Family is his prime motivation, then winning things, which Arsenal offered only in the first of his eight seasons with the club.If he wanted riches he could stay. Arsenal wanted to hand him their most lucrative player contract; one, including a huge signing-on bonus, that may have touched £ 150,000 a week. City will pay £ 225,000 a week but he is more drawn by football challenges elsewhere.

Moving to Barcelona or Real Madrid is his dream, though neither team, yet, are bidding. Inside football, there is talk of Manchester United interest; if that materialised van Persie could be enticed.

Right now, principal competition to City comes from Juventus and Paris Saint Germain. Wenger might talk of making van Persie see out his contract but that threat proved empty with Nasri last year.

How Walcott’s situation is drifting encapsulates Arsenal’s unique approach to retaining players. Contract talks were mooted by his representatives back in December but by February just one informal meeting had taken place.

Proper negotiations were postponed until the season ended, then until after Euro 2012. Now discussions are unlikely until August. In the meantime Chelsea have registered interest and, after Walcott’s good Euros, Tottenham and, yes City.

Like van Persie, he is not money-driven but given other England wingers — James Milner, Stuart Downing, Ashley Young, Adam Johnson, even Shaun Wright-Phillips — earn more at other clubs, Arsenal have left themselves vulnerable again.

Gazidis has a rather curious take on letting player contracts run down. At a Q&A session with Arsenal Supporters Trust (AST) he presented the fact that it happens so often at Arsenal as almost a positive. “If we never had players coming to the end of their contracts then we’re saying yes to too many demands,” he argued.

Gazidis champions the “self-sustaining” model of the majority owner, Stan Kroenke — lacerated in an open letter to Arsenal’s board from Alisher Usmanov, a 30 per cent shareholder. Both Kroenke and Usmanov are billionaires yet neither puts any money into their club — not that this has stopped Kroenke leaving open the possibility of taking dividends from the business or raising season-ticket prices to the highest in world football.

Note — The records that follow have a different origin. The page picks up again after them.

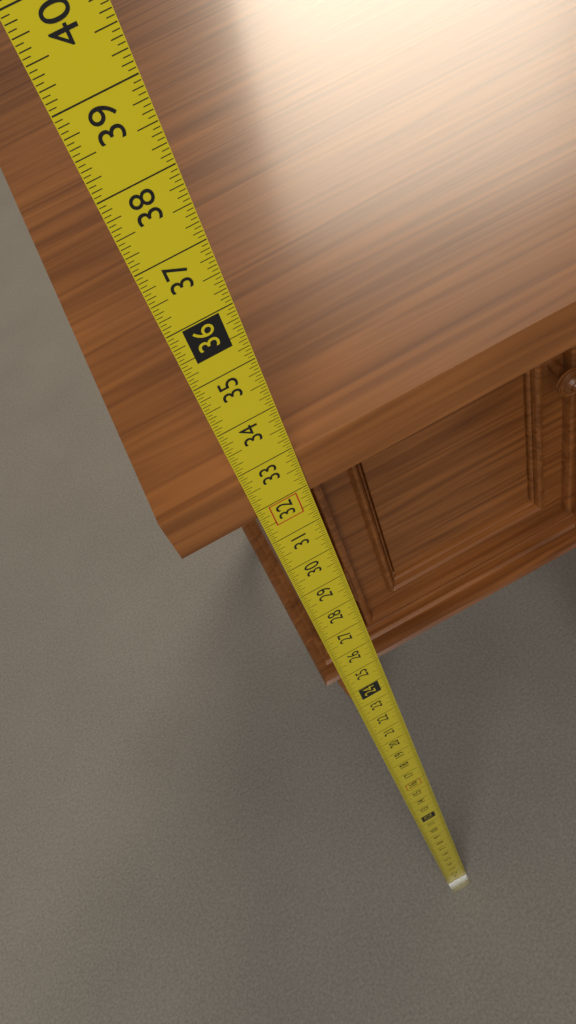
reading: 32.8125 in
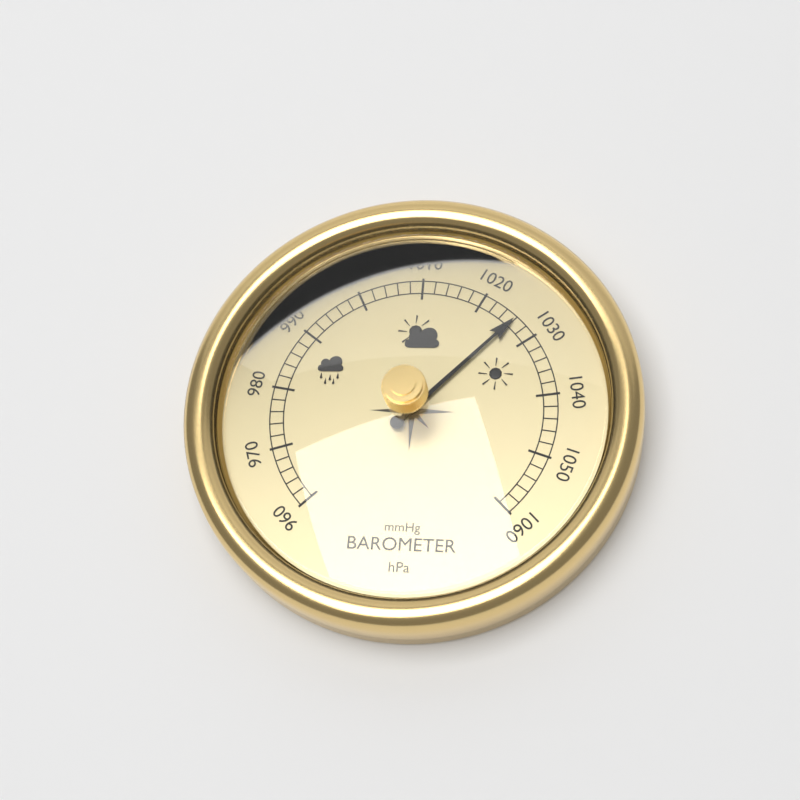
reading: 1026 hPa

Usmanov’s letter argues that Kroenke makes it inevitable Wenger will have to keep selling top players. AST proposes a sale of new shares to raise fresh funds until Arsenal can renegotiate major commercial deals in 2014. Kroenke opposes a scheme that would force him either to put money into Arsenal or dilute his shareholding.

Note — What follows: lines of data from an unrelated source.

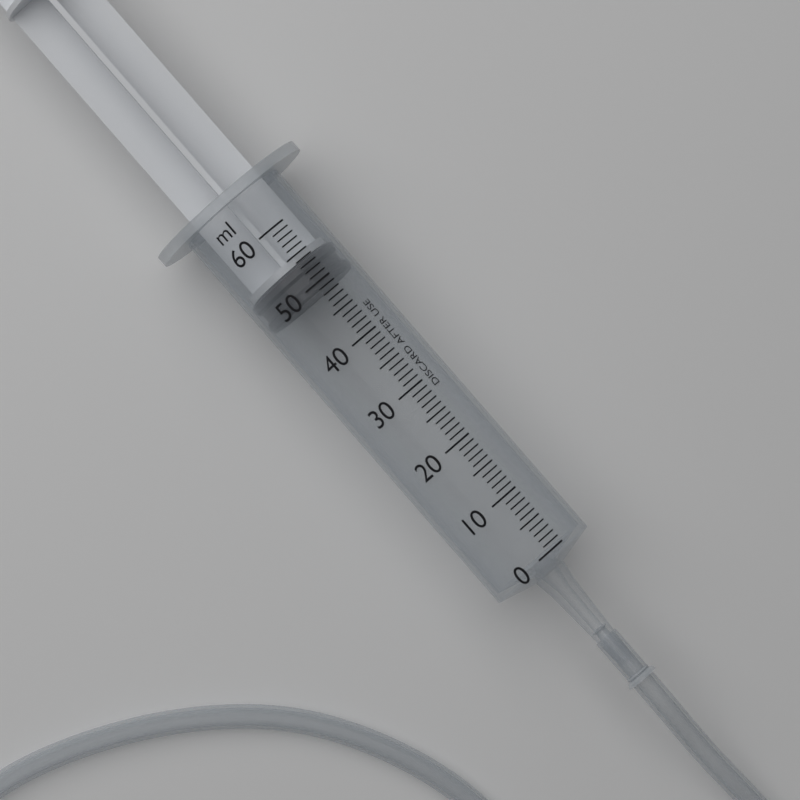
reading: 49 ml
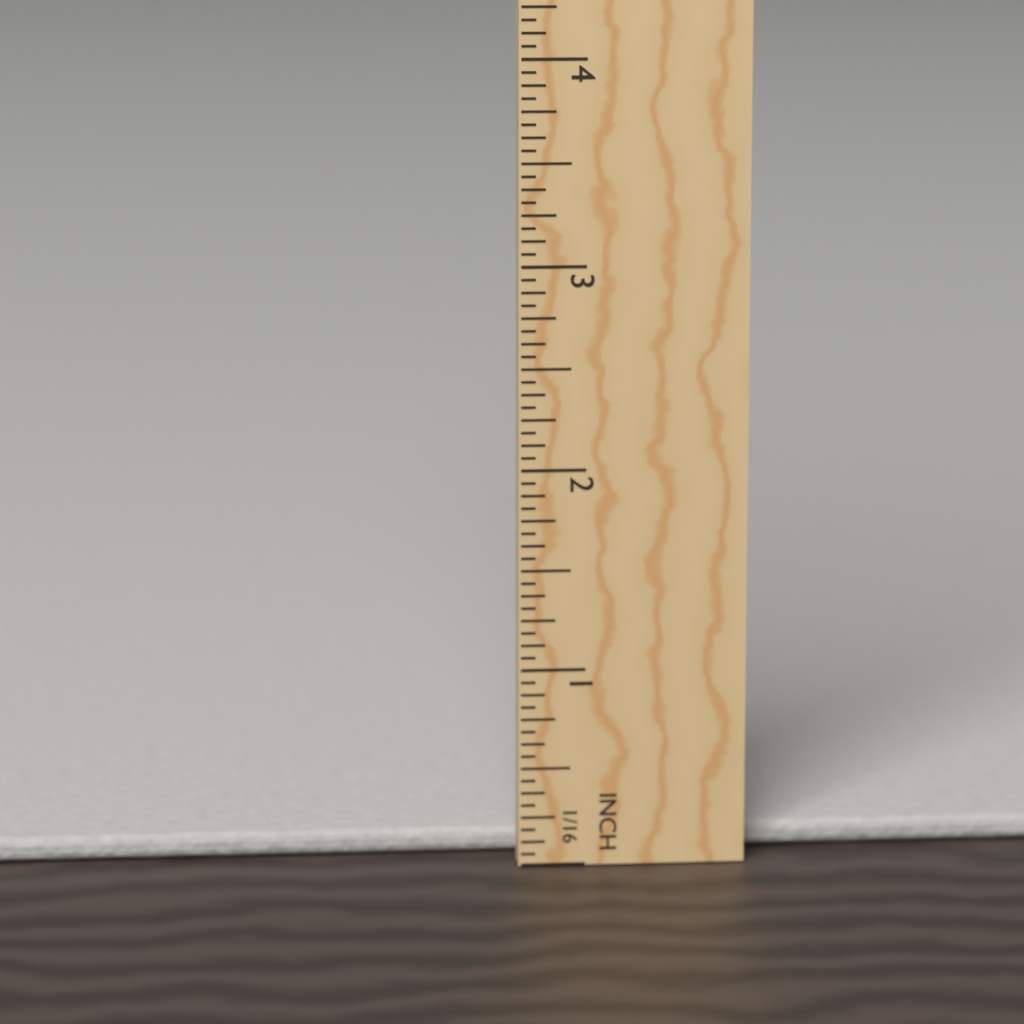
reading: 0.1250 in
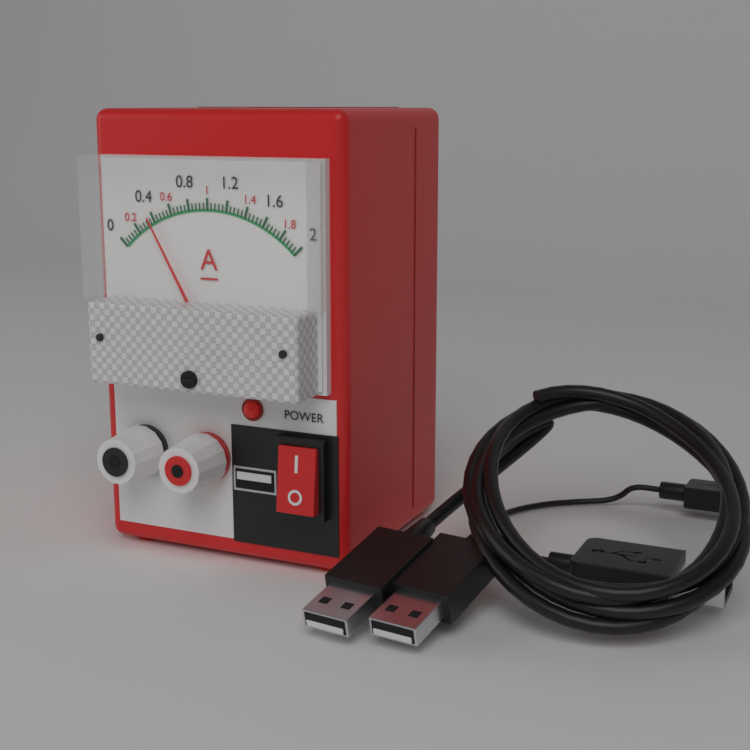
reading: 0.36 A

“AST will continue to urge Arsenal to consider how extra cash can be injected into the business. A small rights issue is sustainable and it seems only fair that owners as well as supporters invest into the club,” said the trust’s spokesman, Tim Payton.

With Arsenal’s wage bill now merely fifth highest in the Premier League and falling ever further behind rivals’, football’s financial landscape is challenging. But not everything, despite what Gazidis implies, can be blamed on shaikhs and greedy players. Wenger’s judgment, once such a marvel, has never looked less reliable.

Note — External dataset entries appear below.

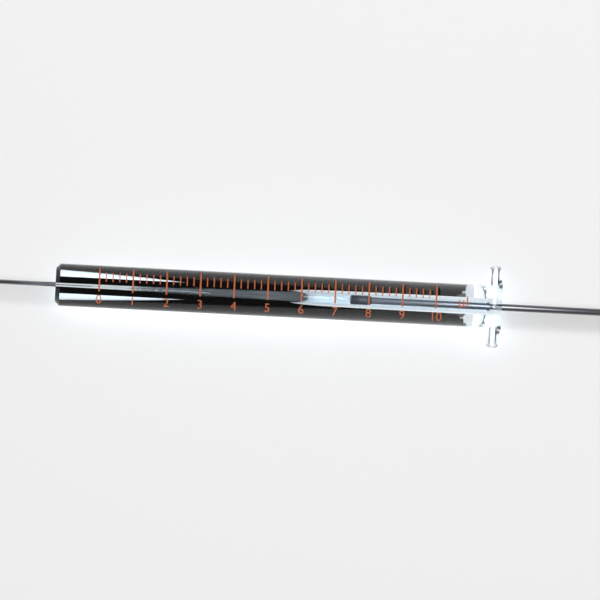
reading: 7.6 µl
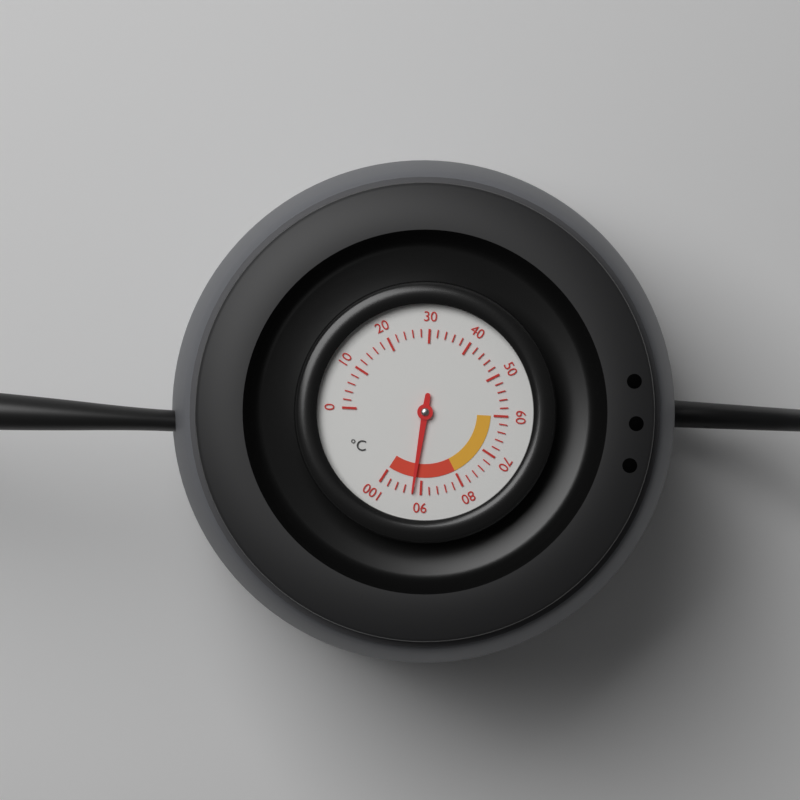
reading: 92 °C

He has spent recently, since May 2010 paying pounds 90m in transfer fees for a motley group of footballers including Park Chu-young, Sebastien Squillaci, Andre Santos, Gervinho, Per Mertesacker and the are-you-serious? Carl Jenkinson. Only the capture of Alex Oxlade-Chamberlain offers recent evidence that Wenger’s talent-spotting knack remains alive. For half the price of Gervinho, Newcastle plucked Yohan Cabaye and Hatem Ben Arfa from France: even in his “home” market Wenger gets beaten nowadays.

Van Persie is plainly not impressed by this summer’s buys, Lukas Podolski and Olivier Giroud. It’s five seasons since Arsenal finished even within 10 points of the Premier League winners. Of Europe’s 20 highest-earning clubs, only Hamburg (18th) have waited longer for a trophy than Arsenal (5th). The story is not van Persie’s going — but that he stayed so long.